18 June 2012

Heat Wave

The hot summer weather has finally hit, and since there are a good number of new plants in the garden, I've had the sprinkler running a lot today.  Everything is looking good, except the new achillea plants, which are the last to have gone in, the least established, and so the most susceptible to the heat and dryness.  Now that they're getting water, they're perking back up.  I'm sure they'll be fine.

Here's what's funny.  No sooner did the heat hit than I found myself wondering, "When is it going to break?"  Not that I'm sweltering or suffering at all.  Far from it, really.  I do enjoy this kind of weather.  But it's curious that as soon as something relatively new arrives, I start anticipating its going away.

There is a skillfulness to that attitude, of course.  Whenever I find myself needing to reroute because the president is in town (why couldn't he be from Montana or something?), or standing still in a traffic jam, I tell myself that I'm not going to be in this position tomorrow, that sooner or later it will settle out, and things will continue apace.  Impermanence is one of the marks of conditioned existence, and there's every good reason to take solace in that from time to time.

But what gets me in this case is how quickly my mind not only accepts the transitoriness of phenomena but seems downright driven to move on to the next batch.  How strange, really, how very very strange, this hunger for the next – whatever it happens to be.

This is why gardening is such good practice for me.  The achillea is droopy, so it's time to water.  While I'm standing there with the hose, feeling the cool of the spray, squinting in the late afternoon sun, watching the robins eyeing for worms, I know without a doubt in skin, flesh, bone and marrow that there is here no yesterday, no tomorrow, no today.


Return the full listing below, unchanged.

Segment Open

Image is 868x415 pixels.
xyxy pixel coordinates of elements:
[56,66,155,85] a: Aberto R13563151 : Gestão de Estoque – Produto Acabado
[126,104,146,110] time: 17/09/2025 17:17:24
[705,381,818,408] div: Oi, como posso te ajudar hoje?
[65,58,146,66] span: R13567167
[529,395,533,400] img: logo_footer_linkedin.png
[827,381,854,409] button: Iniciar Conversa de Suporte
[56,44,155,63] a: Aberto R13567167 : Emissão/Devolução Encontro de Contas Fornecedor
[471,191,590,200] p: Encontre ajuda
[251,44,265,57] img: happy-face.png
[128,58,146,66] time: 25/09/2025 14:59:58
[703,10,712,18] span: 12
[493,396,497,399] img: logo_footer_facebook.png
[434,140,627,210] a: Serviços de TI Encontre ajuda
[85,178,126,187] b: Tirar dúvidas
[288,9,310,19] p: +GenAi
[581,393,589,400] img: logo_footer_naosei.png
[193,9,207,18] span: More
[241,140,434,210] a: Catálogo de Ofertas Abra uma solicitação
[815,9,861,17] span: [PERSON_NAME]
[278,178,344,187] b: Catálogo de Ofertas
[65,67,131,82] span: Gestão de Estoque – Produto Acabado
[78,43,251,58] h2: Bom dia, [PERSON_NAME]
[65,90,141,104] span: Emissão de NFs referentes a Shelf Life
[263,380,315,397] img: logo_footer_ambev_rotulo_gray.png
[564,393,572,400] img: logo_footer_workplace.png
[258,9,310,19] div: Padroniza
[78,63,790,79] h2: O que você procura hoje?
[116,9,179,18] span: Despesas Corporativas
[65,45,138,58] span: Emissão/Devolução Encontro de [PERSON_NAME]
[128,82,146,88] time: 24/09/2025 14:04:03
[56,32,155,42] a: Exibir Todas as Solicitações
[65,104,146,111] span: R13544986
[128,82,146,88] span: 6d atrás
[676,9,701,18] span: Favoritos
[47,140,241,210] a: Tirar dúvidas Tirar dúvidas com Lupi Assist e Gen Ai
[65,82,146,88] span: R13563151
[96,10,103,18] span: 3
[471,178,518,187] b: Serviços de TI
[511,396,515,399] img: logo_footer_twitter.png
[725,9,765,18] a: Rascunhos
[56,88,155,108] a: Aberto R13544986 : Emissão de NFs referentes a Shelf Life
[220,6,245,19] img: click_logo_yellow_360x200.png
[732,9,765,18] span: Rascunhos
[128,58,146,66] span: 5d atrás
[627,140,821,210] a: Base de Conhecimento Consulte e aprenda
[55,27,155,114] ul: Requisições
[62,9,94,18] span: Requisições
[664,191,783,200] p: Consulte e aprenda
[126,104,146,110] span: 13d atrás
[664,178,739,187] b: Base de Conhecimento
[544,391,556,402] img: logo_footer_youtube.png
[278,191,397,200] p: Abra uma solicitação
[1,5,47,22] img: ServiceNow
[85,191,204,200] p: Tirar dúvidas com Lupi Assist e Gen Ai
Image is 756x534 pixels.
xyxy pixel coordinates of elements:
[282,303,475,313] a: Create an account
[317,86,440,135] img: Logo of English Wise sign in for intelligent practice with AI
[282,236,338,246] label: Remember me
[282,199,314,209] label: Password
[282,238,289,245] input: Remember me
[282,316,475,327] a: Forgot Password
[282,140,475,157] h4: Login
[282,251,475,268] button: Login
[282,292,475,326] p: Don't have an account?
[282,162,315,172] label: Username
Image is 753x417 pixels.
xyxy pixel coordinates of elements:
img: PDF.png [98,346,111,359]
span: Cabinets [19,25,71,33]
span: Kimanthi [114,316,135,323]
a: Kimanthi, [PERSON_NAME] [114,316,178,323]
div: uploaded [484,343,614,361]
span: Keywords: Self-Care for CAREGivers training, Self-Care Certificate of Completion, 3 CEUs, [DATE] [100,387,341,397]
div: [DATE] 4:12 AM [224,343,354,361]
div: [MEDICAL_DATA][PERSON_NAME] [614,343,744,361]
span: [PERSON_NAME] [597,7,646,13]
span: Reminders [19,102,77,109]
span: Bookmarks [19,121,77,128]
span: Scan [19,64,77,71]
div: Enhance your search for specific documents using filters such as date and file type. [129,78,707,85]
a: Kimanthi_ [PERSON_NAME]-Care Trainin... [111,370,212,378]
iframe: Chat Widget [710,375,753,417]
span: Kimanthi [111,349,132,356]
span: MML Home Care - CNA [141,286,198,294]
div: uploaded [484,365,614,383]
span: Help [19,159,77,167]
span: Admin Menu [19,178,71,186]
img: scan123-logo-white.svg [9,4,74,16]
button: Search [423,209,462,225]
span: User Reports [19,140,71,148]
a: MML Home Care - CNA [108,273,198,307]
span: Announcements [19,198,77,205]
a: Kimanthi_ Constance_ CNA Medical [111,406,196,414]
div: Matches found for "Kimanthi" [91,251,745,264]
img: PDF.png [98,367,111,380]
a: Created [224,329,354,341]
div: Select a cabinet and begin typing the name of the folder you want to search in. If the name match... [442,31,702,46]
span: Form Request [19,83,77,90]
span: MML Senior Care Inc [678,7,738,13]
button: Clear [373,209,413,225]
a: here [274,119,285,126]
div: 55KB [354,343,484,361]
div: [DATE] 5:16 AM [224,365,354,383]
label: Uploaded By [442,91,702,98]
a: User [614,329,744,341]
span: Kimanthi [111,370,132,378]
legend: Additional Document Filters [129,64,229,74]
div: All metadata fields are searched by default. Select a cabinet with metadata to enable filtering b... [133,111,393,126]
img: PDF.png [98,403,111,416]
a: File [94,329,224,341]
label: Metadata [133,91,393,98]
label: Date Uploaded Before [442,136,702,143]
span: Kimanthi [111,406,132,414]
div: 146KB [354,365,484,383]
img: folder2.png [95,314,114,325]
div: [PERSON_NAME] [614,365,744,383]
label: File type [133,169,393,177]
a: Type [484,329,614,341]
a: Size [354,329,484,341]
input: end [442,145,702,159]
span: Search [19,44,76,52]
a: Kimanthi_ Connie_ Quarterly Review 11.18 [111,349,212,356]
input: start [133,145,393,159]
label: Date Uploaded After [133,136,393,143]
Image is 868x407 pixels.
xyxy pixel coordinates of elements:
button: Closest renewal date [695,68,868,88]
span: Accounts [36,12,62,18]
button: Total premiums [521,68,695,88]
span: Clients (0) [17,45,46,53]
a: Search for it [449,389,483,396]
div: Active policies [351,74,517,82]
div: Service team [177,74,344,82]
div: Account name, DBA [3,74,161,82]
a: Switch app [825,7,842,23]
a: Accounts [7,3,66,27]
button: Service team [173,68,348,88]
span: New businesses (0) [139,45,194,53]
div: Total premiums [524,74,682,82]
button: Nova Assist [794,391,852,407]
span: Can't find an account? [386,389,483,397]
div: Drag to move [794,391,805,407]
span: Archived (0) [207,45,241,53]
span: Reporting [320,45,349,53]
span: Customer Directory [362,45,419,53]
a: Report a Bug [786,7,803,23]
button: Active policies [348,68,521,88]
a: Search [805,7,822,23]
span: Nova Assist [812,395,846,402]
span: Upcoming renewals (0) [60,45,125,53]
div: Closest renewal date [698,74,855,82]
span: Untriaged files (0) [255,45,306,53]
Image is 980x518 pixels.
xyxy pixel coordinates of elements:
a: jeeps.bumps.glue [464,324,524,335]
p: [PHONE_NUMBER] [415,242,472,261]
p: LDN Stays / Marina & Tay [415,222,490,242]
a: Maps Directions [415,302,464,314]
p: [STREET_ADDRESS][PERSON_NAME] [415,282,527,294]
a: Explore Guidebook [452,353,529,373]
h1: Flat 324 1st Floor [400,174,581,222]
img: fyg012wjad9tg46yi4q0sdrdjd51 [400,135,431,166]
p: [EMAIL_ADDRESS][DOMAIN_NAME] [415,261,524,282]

Segment Closed

[Solved exercise]
Image is 868x415 pixels.
xyxy pixel coordinates of elements:
[56,66,155,85] a: Aberto R13563151 : Gestão de Estoque – Produto Acabado
[126,104,146,110] time: 17/09/2025 17:17:24
[705,381,818,408] div: Oi, como posso te ajudar hoje?
[65,58,146,66] span: R13567167
[529,395,533,400] img: logo_footer_linkedin.png
[827,381,854,409] button: Iniciar Conversa de Suporte
[56,44,155,63] a: Aberto R13567167 : Emissão/Devolução Encontro de Contas Fornecedor
[471,191,590,200] p: Encontre ajuda
[251,44,265,57] img: happy-face.png
[128,58,146,66] time: 25/09/2025 14:59:58
[703,10,712,18] span: 12
[493,396,497,399] img: logo_footer_facebook.png
[434,140,627,210] a: Serviços de TI Encontre ajuda
[85,178,126,187] b: Tirar dúvidas
[288,9,310,19] p: +GenAi
[581,393,589,400] img: logo_footer_naosei.png
[193,9,207,18] span: More
[241,140,434,210] a: Catálogo de Ofertas Abra uma solicitação
[815,9,861,17] span: [PERSON_NAME]
[278,178,344,187] b: Catálogo de Ofertas
[65,67,131,82] span: Gestão de Estoque – Produto Acabado
[78,43,251,58] h2: Bom dia, [PERSON_NAME]
[65,90,141,104] span: Emissão de NFs referentes a Shelf Life
[263,380,315,397] img: logo_footer_ambev_rotulo_gray.png
[564,393,572,400] img: logo_footer_workplace.png
[258,9,310,19] div: Padroniza
[78,63,790,79] h2: O que você procura hoje?
[116,9,179,18] span: Despesas Corporativas
[65,45,138,58] span: Emissão/Devolução Encontro de [PERSON_NAME]
[128,82,146,88] time: 24/09/2025 14:04:03
[56,32,155,42] a: Exibir Todas as Solicitações
[65,104,146,111] span: R13544986
[128,82,146,88] span: 6d atrás
[676,9,701,18] span: Favoritos
[47,140,241,210] a: Tirar dúvidas Tirar dúvidas com Lupi Assist e Gen Ai
[65,82,146,88] span: R13563151
[96,10,103,18] span: 3
[471,178,518,187] b: Serviços de TI
[511,396,515,399] img: logo_footer_twitter.png
[725,9,765,18] a: Rascunhos
[56,88,155,108] a: Aberto R13544986 : Emissão de NFs referentes a Shelf Life
[220,6,245,19] img: click_logo_yellow_360x200.png
[732,9,765,18] span: Rascunhos
[128,58,146,66] span: 5d atrás
[627,140,821,210] a: Base de Conhecimento Consulte e aprenda
[55,27,155,114] ul: Requisições
[62,9,94,18] span: Requisições
[664,191,783,200] p: Consulte e aprenda
[126,104,146,110] span: 13d atrás
[664,178,739,187] b: Base de Conhecimento
[544,391,556,402] img: logo_footer_youtube.png
[278,191,397,200] p: Abra uma solicitação
[1,5,47,22] img: ServiceNow
[85,191,204,200] p: Tirar dúvidas com Lupi Assist e Gen Ai
Image is 756x534 pixels.
xyxy pixel coordinates of elements:
[282,303,475,313] a: Create an account
[317,86,440,135] img: Logo of English Wise sign in for intelligent practice with AI
[282,236,338,246] label: Remember me
[282,199,314,209] label: Password
[282,238,289,245] input: Remember me
[282,316,475,327] a: Forgot Password
[282,140,475,157] h4: Login
[282,251,475,268] button: Login
[282,292,475,326] p: Don't have an account?
[282,162,315,172] label: Username
Image is 753x417 pixels.
xyxy pixel coordinates of elements:
img: PDF.png [98,346,111,359]
span: Cabinets [19,25,71,33]
span: Kimanthi [114,316,135,323]
a: Kimanthi, [PERSON_NAME] [114,316,178,323]
div: uploaded [484,343,614,361]
span: Keywords: Self-Care for CAREGivers training, Self-Care Certificate of Completion, 3 CEUs, [DATE] [100,387,341,397]
div: [DATE] 4:12 AM [224,343,354,361]
div: [MEDICAL_DATA][PERSON_NAME] [614,343,744,361]
span: [PERSON_NAME] [597,7,646,13]
span: Reminders [19,102,77,109]
span: Bookmarks [19,121,77,128]
span: Scan [19,64,77,71]
div: Enhance your search for specific documents using filters such as date and file type. [129,78,707,85]
a: Kimanthi_ [PERSON_NAME]-Care Trainin... [111,370,212,378]
iframe: Chat Widget [710,375,753,417]
span: Kimanthi [111,349,132,356]
span: MML Home Care - CNA [141,286,198,294]
div: uploaded [484,365,614,383]
span: Help [19,159,77,167]
span: Admin Menu [19,178,71,186]
img: scan123-logo-white.svg [9,4,74,16]
button: Search [423,209,462,225]
span: User Reports [19,140,71,148]
a: MML Home Care - CNA [108,273,198,307]
span: Announcements [19,198,77,205]
a: Kimanthi_ Constance_ CNA Medical [111,406,196,414]
div: Matches found for "Kimanthi" [91,251,745,264]
img: PDF.png [98,367,111,380]
a: Created [224,329,354,341]
div: Select a cabinet and begin typing the name of the folder you want to search in. If the name match... [442,31,702,46]
span: Form Request [19,83,77,90]
span: MML Senior Care Inc [678,7,738,13]
button: Clear [373,209,413,225]
a: here [274,119,285,126]
div: 55KB [354,343,484,361]
div: [DATE] 5:16 AM [224,365,354,383]
label: Uploaded By [442,91,702,98]
a: User [614,329,744,341]
span: Kimanthi [111,370,132,378]
legend: Additional Document Filters [129,64,229,74]
div: All metadata fields are searched by default. Select a cabinet with metadata to enable filtering b... [133,111,393,126]
img: PDF.png [98,403,111,416]
a: File [94,329,224,341]
label: Metadata [133,91,393,98]
label: Date Uploaded Before [442,136,702,143]
span: Kimanthi [111,406,132,414]
div: 146KB [354,365,484,383]
img: folder2.png [95,314,114,325]
div: [PERSON_NAME] [614,365,744,383]
label: File type [133,169,393,177]
a: Type [484,329,614,341]
a: Size [354,329,484,341]
input: end [442,145,702,159]
span: Search [19,44,76,52]
a: Kimanthi_ Connie_ Quarterly Review 11.18 [111,349,212,356]
input: start [133,145,393,159]
label: Date Uploaded After [133,136,393,143]
Image is 868x407 pixels.
xyxy pixel coordinates of elements:
button: Closest renewal date [695,68,868,88]
span: Accounts [36,12,62,18]
button: Total premiums [521,68,695,88]
span: Clients (0) [17,45,46,53]
a: Search for it [449,389,483,396]
div: Active policies [351,74,517,82]
div: Service team [177,74,344,82]
div: Account name, DBA [3,74,161,82]
a: Switch app [825,7,842,23]
a: Accounts [7,3,66,27]
button: Service team [173,68,348,88]
span: New businesses (0) [139,45,194,53]
div: Total premiums [524,74,682,82]
button: Nova Assist [794,391,852,407]
span: Can't find an account? [386,389,483,397]
div: Drag to move [794,391,805,407]
span: Archived (0) [207,45,241,53]
span: Reporting [320,45,349,53]
span: Customer Directory [362,45,419,53]
a: Report a Bug [786,7,803,23]
button: Active policies [348,68,521,88]
a: Search [805,7,822,23]
span: Nova Assist [812,395,846,402]
span: Upcoming renewals (0) [60,45,125,53]
div: Closest renewal date [698,74,855,82]
span: Untriaged files (0) [255,45,306,53]
Image is 980x518 pixels.
xyxy pixel coordinates of elements:
a: jeeps.bumps.glue [464,324,524,335]
p: [PHONE_NUMBER] [415,242,472,261]
p: LDN Stays / Marina & Tay [415,222,490,242]
a: Maps Directions [415,302,464,314]
p: [STREET_ADDRESS][PERSON_NAME] [415,282,527,294]
a: Explore Guidebook [452,353,529,373]
h1: Flat 324 1st Floor [400,174,581,222]
img: fyg012wjad9tg46yi4q0sdrdjd51 [400,135,431,166]
p: [EMAIL_ADDRESS][DOMAIN_NAME] [415,261,524,282]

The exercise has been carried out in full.